### EXERCISE DATA
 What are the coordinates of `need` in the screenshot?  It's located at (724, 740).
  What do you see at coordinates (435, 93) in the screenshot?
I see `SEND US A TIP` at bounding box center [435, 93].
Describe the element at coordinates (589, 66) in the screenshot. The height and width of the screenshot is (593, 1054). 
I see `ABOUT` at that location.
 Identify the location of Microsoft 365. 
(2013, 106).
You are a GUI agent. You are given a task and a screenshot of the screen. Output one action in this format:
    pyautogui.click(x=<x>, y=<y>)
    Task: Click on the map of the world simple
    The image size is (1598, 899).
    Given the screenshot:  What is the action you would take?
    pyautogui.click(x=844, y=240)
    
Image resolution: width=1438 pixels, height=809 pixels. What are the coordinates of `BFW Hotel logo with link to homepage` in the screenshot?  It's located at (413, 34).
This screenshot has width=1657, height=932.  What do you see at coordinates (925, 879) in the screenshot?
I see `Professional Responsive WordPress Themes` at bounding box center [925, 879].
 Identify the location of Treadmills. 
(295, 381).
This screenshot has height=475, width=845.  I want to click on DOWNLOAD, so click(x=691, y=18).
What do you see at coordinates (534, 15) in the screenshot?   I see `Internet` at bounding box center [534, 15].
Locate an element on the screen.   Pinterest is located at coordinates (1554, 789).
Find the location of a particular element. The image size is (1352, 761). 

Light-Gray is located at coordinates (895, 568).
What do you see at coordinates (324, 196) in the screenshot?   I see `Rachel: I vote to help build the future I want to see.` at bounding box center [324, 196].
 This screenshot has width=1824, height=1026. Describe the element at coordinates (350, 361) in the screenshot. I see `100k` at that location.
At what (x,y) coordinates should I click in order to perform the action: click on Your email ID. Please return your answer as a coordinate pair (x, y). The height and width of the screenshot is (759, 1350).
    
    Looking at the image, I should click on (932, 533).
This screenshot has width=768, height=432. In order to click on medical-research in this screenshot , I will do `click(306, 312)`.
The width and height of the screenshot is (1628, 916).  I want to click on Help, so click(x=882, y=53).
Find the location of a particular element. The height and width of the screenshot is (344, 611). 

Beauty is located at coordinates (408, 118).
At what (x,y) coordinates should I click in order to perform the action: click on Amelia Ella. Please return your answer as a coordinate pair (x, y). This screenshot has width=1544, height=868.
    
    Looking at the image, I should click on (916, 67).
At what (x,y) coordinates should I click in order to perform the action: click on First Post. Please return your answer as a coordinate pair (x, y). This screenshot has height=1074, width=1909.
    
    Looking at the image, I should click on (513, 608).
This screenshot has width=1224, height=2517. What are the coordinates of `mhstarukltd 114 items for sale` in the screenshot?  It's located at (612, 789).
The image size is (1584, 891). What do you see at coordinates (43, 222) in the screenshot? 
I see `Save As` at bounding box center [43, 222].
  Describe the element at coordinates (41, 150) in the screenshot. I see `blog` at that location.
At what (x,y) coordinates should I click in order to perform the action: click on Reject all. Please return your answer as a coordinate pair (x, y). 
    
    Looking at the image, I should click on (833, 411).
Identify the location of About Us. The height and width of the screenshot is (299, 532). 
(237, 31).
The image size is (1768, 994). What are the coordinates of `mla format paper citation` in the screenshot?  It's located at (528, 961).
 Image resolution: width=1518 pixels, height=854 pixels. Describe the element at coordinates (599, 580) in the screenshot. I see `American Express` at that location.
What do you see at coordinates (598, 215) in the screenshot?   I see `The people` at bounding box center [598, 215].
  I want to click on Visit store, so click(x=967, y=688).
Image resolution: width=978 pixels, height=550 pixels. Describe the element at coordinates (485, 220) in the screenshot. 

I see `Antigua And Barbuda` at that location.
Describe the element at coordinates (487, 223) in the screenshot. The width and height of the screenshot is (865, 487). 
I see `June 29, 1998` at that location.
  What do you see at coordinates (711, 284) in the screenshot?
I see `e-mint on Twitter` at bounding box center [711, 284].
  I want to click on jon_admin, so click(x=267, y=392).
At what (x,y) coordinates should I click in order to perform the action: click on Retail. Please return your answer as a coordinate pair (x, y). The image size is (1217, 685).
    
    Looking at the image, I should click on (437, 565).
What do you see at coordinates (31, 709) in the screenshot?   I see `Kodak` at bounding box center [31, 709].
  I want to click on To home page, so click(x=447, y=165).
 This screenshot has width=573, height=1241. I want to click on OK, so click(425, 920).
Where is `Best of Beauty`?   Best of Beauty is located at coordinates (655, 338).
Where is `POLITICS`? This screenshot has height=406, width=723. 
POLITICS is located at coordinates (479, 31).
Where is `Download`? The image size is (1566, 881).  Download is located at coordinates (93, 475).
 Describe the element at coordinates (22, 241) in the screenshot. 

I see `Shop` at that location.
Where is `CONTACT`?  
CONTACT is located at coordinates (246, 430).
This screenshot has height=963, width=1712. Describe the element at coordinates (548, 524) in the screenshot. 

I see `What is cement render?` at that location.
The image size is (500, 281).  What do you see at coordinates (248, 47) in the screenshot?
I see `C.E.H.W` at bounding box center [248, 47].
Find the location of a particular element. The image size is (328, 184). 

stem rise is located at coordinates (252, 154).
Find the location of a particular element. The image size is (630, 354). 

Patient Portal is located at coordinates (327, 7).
######
▸ WORK ITEM
Starting with the line that contains "is (328, 184).", return each line through the last one of the data above, exactly as written and nothing more.

▸ WORKED SOLUTION
Find the location of a particular element. The image size is (328, 184). 

stem rise is located at coordinates (252, 154).
Find the location of a particular element. The image size is (630, 354). 

Patient Portal is located at coordinates (327, 7).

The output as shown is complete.